The song tells the story of a young boy who visits the baby Jesus shortly after our Savior’s birth. He laments the fact that he is unable to bring any sort of gift to this child King, but is compelled to give whatever he can. He proceeds to give the one gift that he can afford; an expression of worship, using his gift of tapping a rhythm out on stretched hide.

My good friend argues that this song’s inclusion on the “religious” Christmas songs list is a heretical travesty. He claims that it has no right to be included due to its apocryphal implications and lack of biblical support for the inclusion of a young drummer boy playing his drums for our Savior. He has gone so far as to claim that its inclusion is on the same level of including “Frosty the Snowman” on the same list.

While I will grant his argument that there is indeed no canonical evidence for this young percussionist ever actually being manger-side; belittling its Biblically based message is going a bit too far.

During a season of blatant commercialism and consumerism, this little boy’s reminder to give whatever we can to our Savior should be listened to. Christ desires worship from us, he demands our submission to him, and he is pleased when we can use our talents to glorify Him. This is why we include this song on the Religious Christmas songs list; not because it is an accurate retelling of  an event surrounding Christ’s birth, but rather, because it is a clear reminder of what our response should be during these days leading up to the 24th of December.

We should be awed by His incarnation and death to the point where we can do nothing else but give whatever we can. This young boy’s gift was to worship the Savior of the world with his talent…lets rejoice in this as we listen to this song on our “religious Christmas” music channel.

– MJ

One Comment leave one →
  1. Brittany permalink
    November 20, 2010 8:01 pm

    I agree with your friend, Coach. Sorry to turn on you like that. I mean, it’s just plain false. It didn’t happen. There was no drummer boy on the scene, and we shouldn’t lead unbelievers to think about what would happen if there was…because there wasn’t.

    And we really should purge all of our Christmas carols of the untruths, otherwise, we’re false witnesses, no, more like anti-Christs.

    Let’s do away with “Away in a Manger”, too. I mean, there’s a pretty blaring untruth in that one: “…no crying He makes.” Yeah. Right. Baby Jesus never cried? That’s plain false. He didn’t have sin, but crying isn’t sinful. God became man, and man cries when he’s a baby in order to communicate.
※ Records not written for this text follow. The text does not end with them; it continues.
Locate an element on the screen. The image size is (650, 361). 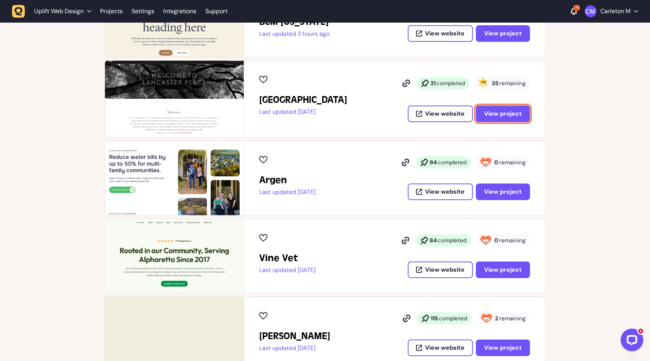
button: Carleton M is located at coordinates (612, 11).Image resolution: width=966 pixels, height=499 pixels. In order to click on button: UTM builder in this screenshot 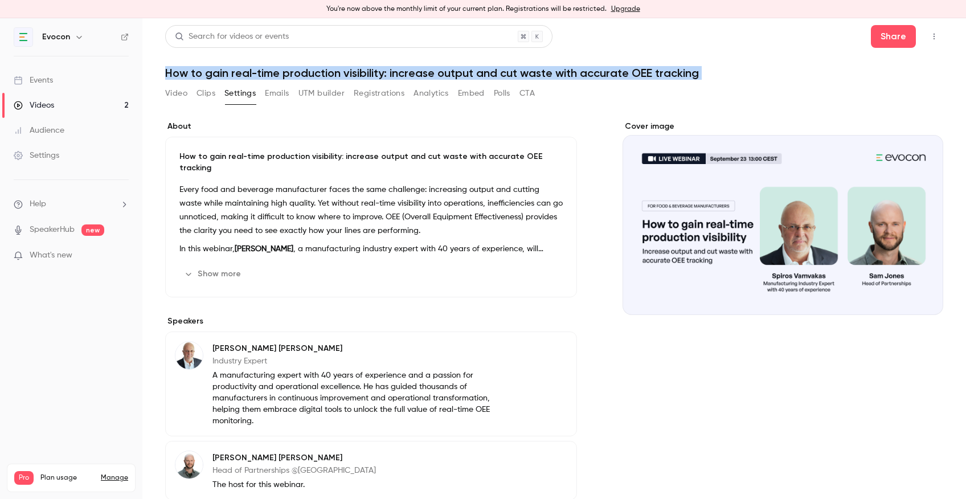, I will do `click(321, 93)`.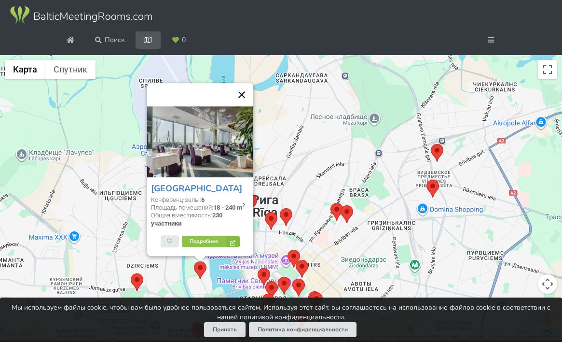 The height and width of the screenshot is (342, 562). Describe the element at coordinates (229, 207) in the screenshot. I see `strong: 18 - 240 m` at that location.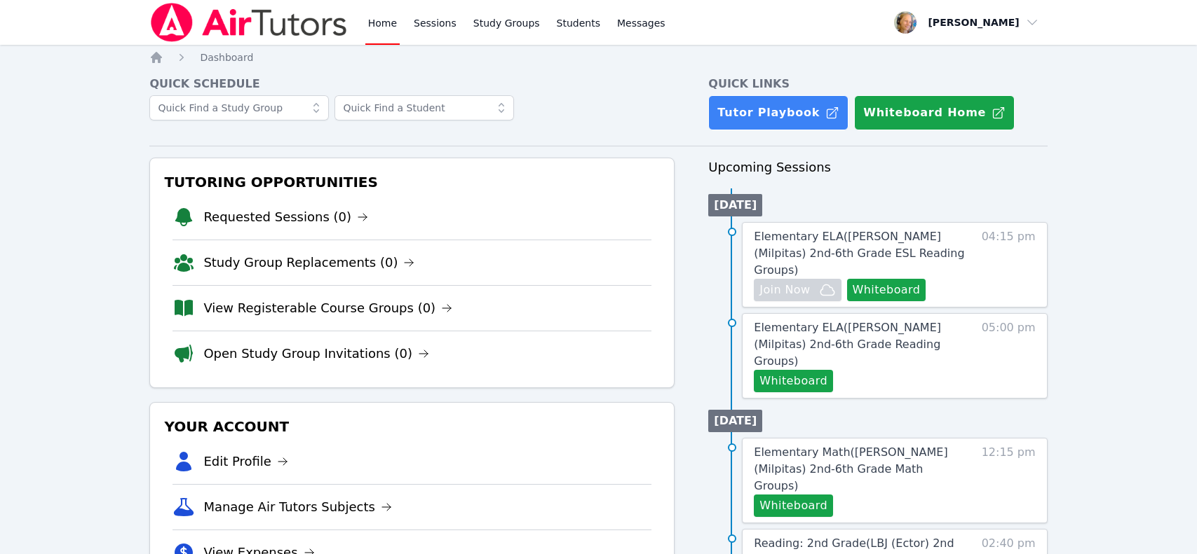 The image size is (1197, 554). What do you see at coordinates (641, 23) in the screenshot?
I see `span: Messages` at bounding box center [641, 23].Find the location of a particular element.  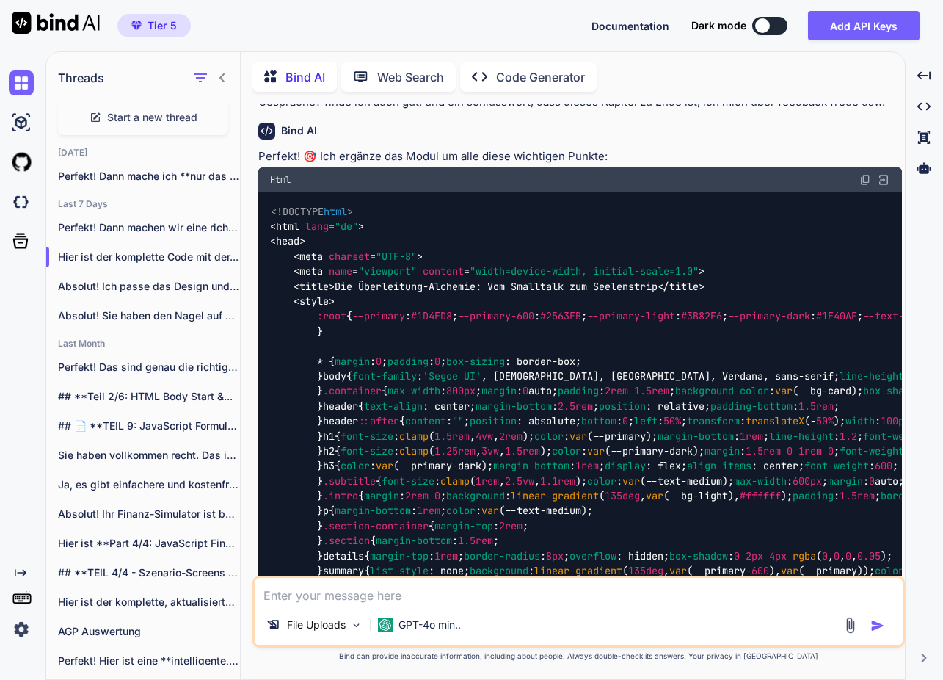

span: "viewport" is located at coordinates (388, 272).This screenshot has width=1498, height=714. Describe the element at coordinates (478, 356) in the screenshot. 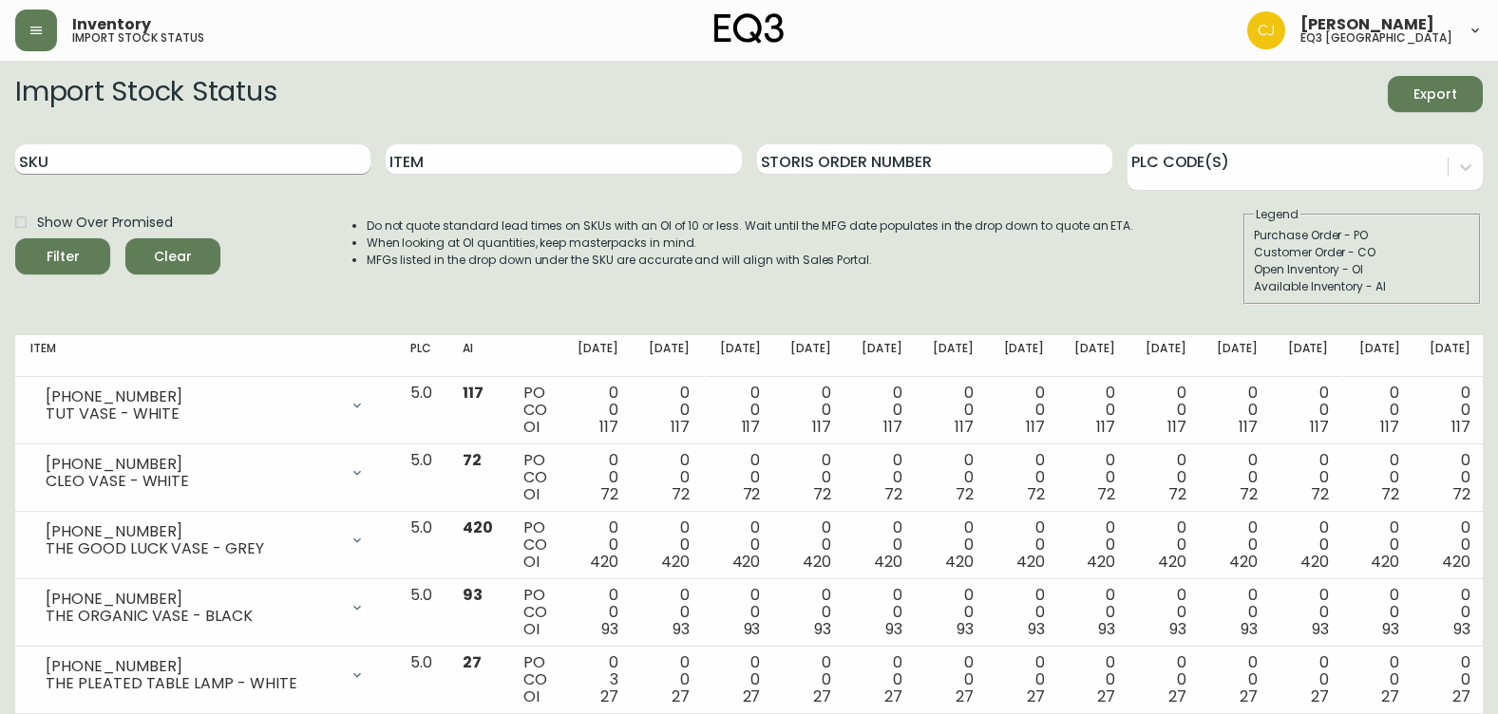

I see `th: AI` at that location.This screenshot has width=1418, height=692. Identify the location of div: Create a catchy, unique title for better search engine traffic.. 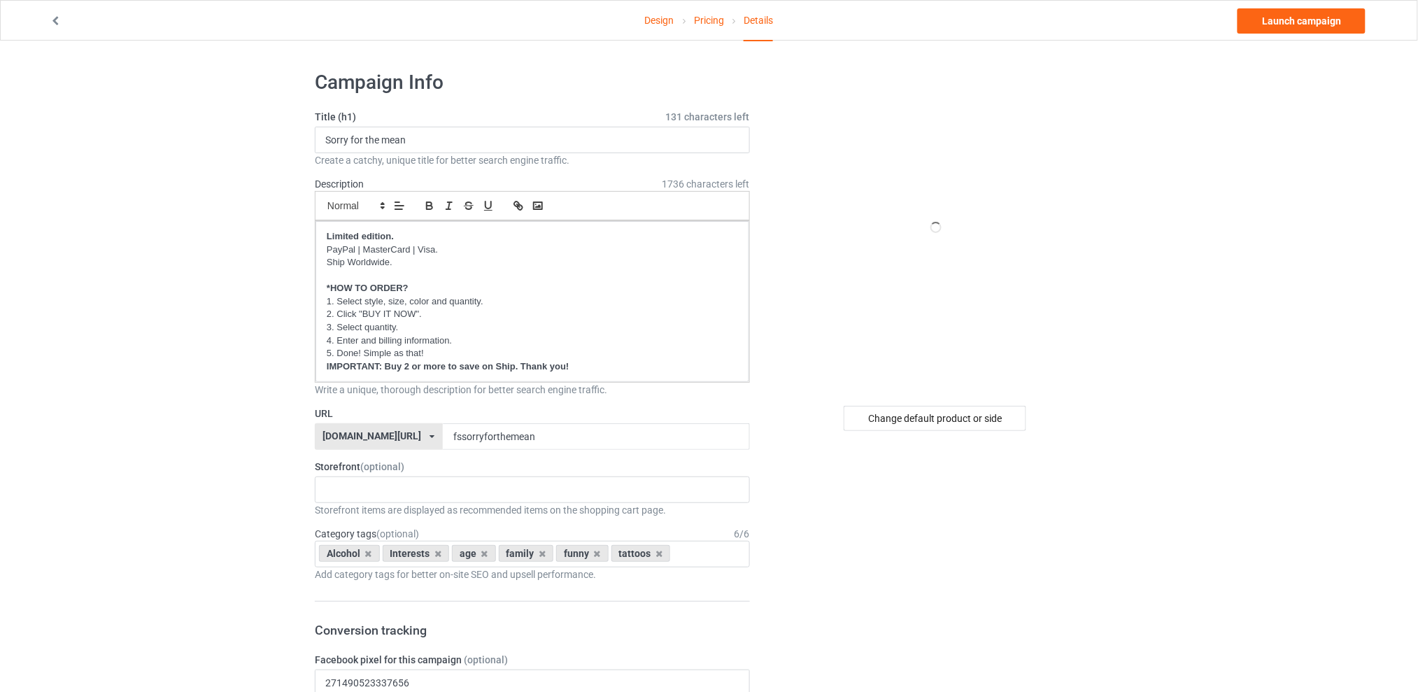
(532, 160).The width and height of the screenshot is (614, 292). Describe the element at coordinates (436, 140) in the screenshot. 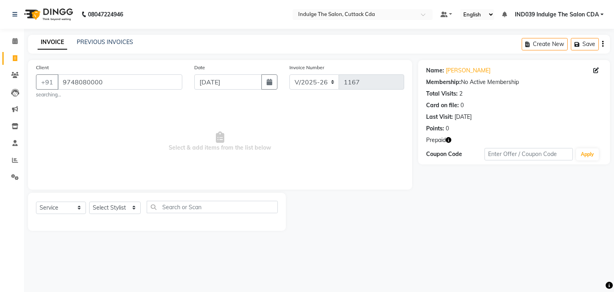

I see `span: Prepaid` at that location.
    I say we send “We Three Kings” back where they came from, too. I mean, EVERYbody knows there weren’t really three, exactly. It was three gifts, but the Bible doesn’t say anything about how many kings there were. And while we’re at it, they weren’t “kings”, per se, but magi, or wise men.

    And what about “O Come All Ye Faithful”? Not too faithful on timelines, if you ask me. “…born this happy morning” implies not only that we know for certain was Jesus born on Dec. 25th, but that he was born in the a.m. hours. That could be completely false!

    For reals, we just shouldn’t sing at all to cause people to reflect on the Christmas story, for risk of putting false ideas in people’s heads. It’s just plain dangerous, near sacrilegious, and I want no part of it. Bah Drum Bug!!